July 25, 2008

Dear Colleague:  

    A poet, having just published a slim volume of his poems, waits anxiously for some sort of response. What vain hope! He may as well drop a rose pedal into the Grand Canyon and wait for an echo. Well, I am that naive poet. Having published Human Goodness, I expected to see reviews or phone calls from reporters. No luck. Just when I was about to give up hope, the phone rang and it was from a reporter in The New York Times. Surely, I thought, she wanted more information about human goodness? So imagine my surprise and disappointment when she said she wanted my opinion about human evil. Evil, as I should have known, makes the headlines, not goodness, and my book isn't going to change things. The reporter is writing a short piece on the blockbuster movie—"The Dark Knight"—that is attracting huge audiences to the cinemas. She wants to know why people seek escape into evil. What is the attraction?

    In the ten minutes or so on the phone, I said something like this. We humans live in fear. Shakespeare's plays give the impression that once you step outside the city walls you enter the wild heath of brigands, witches, ghosts, and demons. And even in the city, you are not safe. When Satan fell, he brought down with him a third of the heavenly hosts. They swarmed all over the earth—a dozen of them to each human individual. There was no possible escape. Well, of course, this is the past. As for today, you have only to read the front page, turn on the radio or TV, to be swamped by news of evil—hurricane disaster, car accident, child abuse, rape, murder, genocide, water-boarding, and so on. Underlying all the human anxieties and fears is the ultimate and totally inescapable one of death. One answer to all these evils, including death, is to be oneself the source of evil. What has the Joker (played by Heath Ledger) to fear? He is the agent of all evils, so how can he be their victim? Someone who kills at will—a sovereign over death—surely cannot himself be subject to death. That's the psychology behind escaping into evil.

    As for escaping into good, well, ordinary goodness is no protection against evil. Just because you are a nice guy doesn't mean that you will not have cancer or be run over by a drunk driver. Hence, we need "good" that is extraordinary and armed with super powers. That's where Batman (played by Christian Bale) comes in. He is not only good, he is powerful. But "The Dark Knight" cannot offer any excitement to movie-goers if Batman is invincible. He has to have weaknesses: he can be killed, and worse, he can be tempted by evil. Suppose the Joker's opponent is not an ordinary nice guy (a brave police officer), or ever a super nice guy (Batman). Suppose he is Buddha! Well, then, there is no movie. For Buddha is invulnerable. What can the Joker possibly do to him? Torture? Pain is Buddha's bedfellow—he lives with it and considers it, in the end, an illusion. Death? Well, Buddha regards it as the door to non-existence, or Nirvana.

    If we fear evil—and who doesn't?—one answer is to be evil. The other answer is to escape into good. But this good has to be something far beyond what a good and powerful government, Batman, Superman, Wonder Woman, and other super-heroes can offer. It has to be Buddha. Or the Lord God himself, as in the 23rd Psalm: "Yea, though I walk through the valley of the shadow of death, I will fear no evil: for thou art with me."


TASK BRIEF =>
Print exactly the line that contains "Return the region" along with every line beneath it to the end of the records below, and omit pictures.
BEGIN INFORMATION SHOWN
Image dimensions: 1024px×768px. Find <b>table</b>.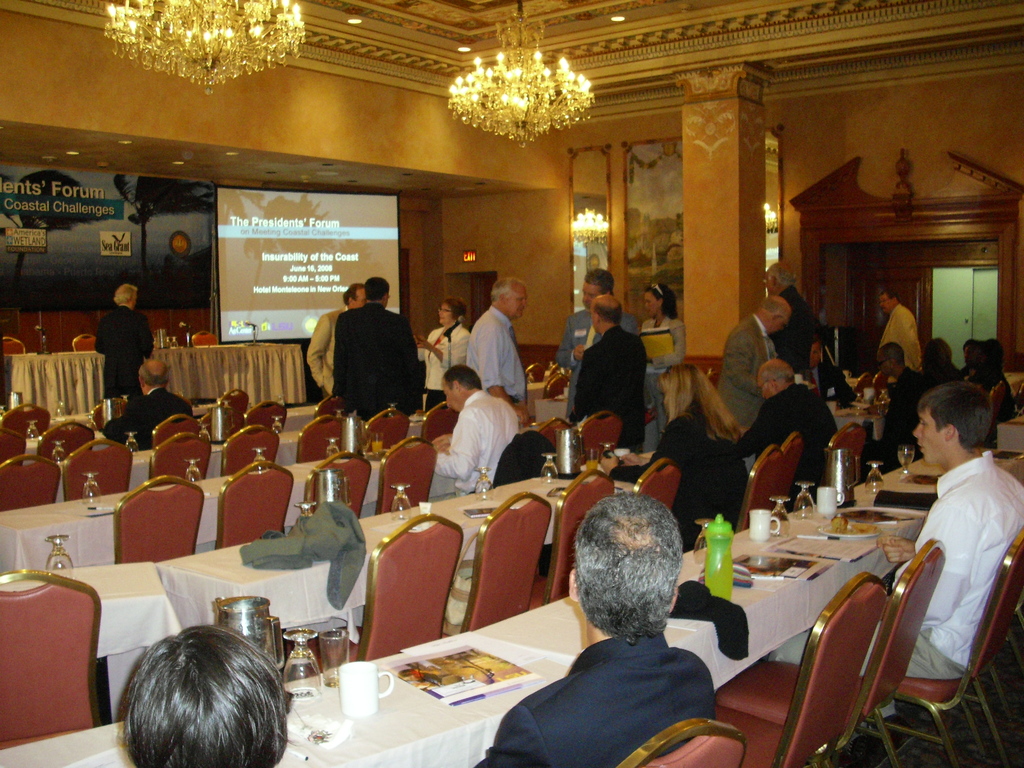
Rect(0, 336, 313, 408).
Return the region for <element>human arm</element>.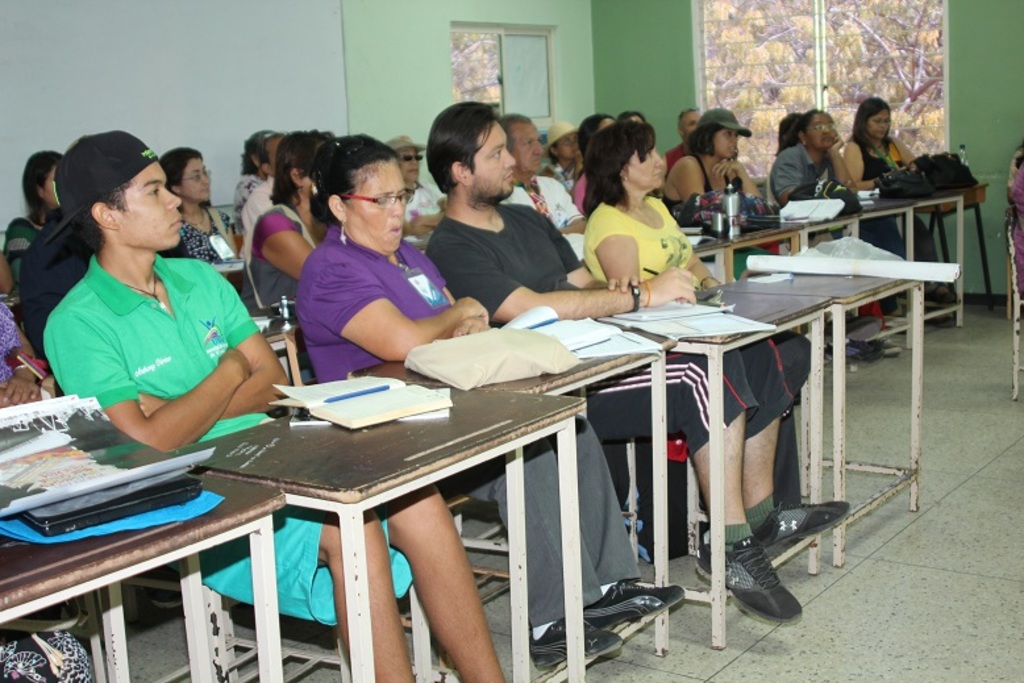
{"left": 263, "top": 217, "right": 309, "bottom": 279}.
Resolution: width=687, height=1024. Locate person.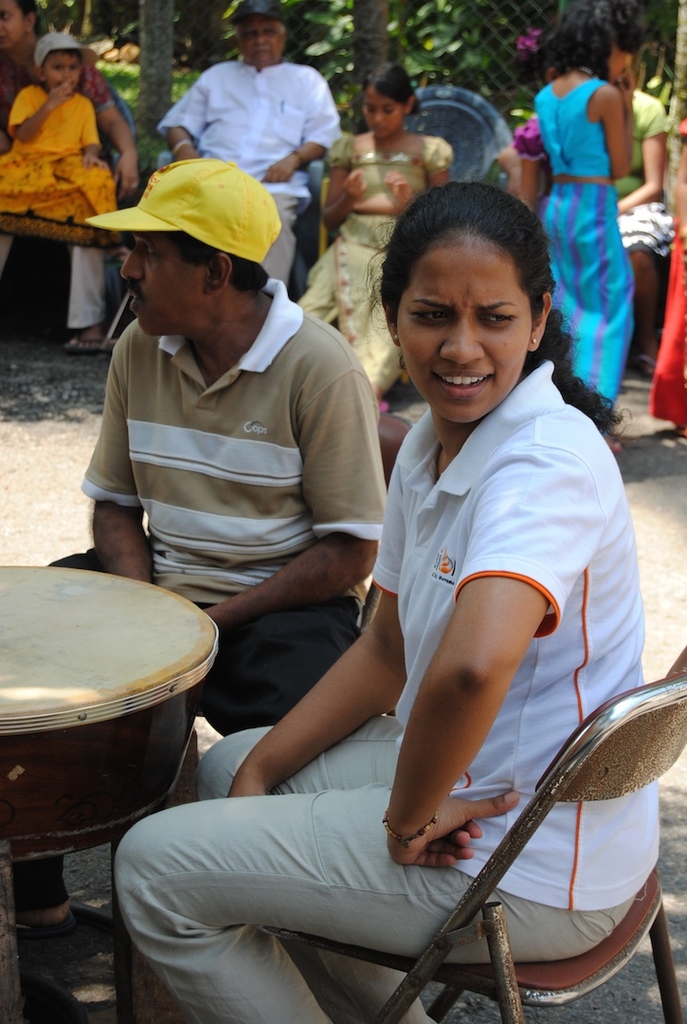
106 175 663 1023.
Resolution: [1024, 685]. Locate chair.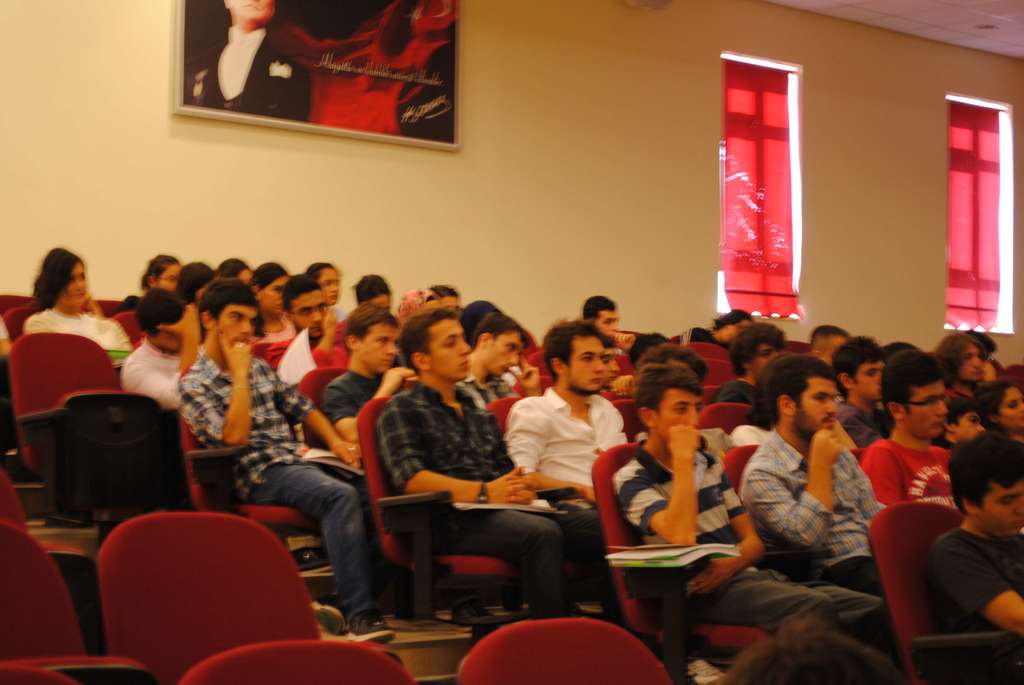
0:516:164:684.
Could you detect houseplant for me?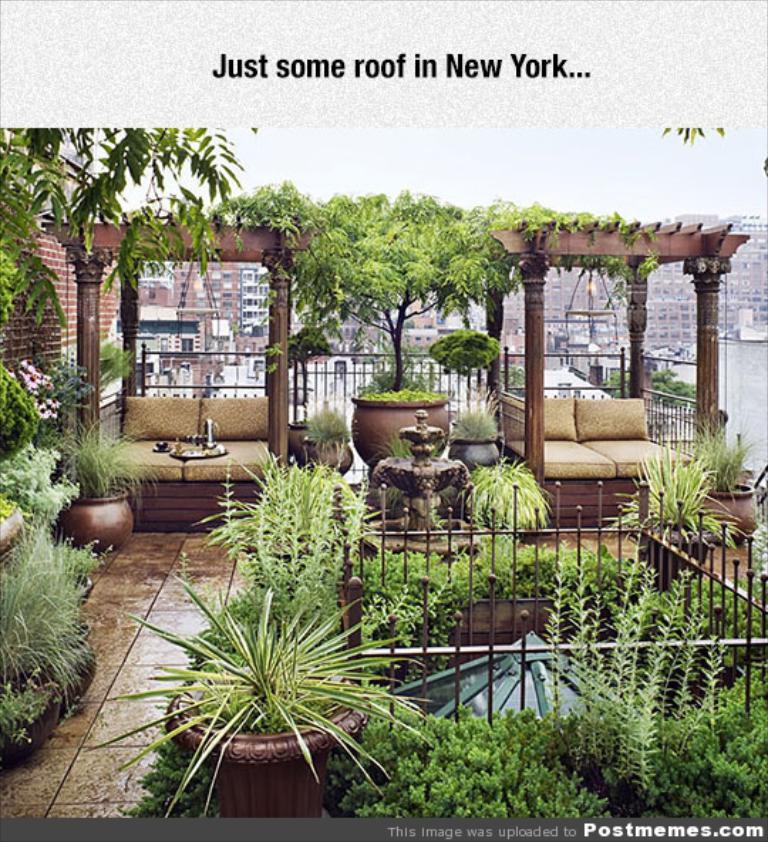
END INFORMATION SHOWN
ANSWER =>
Return the region for <element>human arm</element>.
{"left": 263, "top": 217, "right": 309, "bottom": 279}.
Resolution: width=687, height=1024. Locate person.
106 175 663 1023.
Resolution: [1024, 685]. Locate chair.
0:516:164:684.
Could you detect houseplant for me?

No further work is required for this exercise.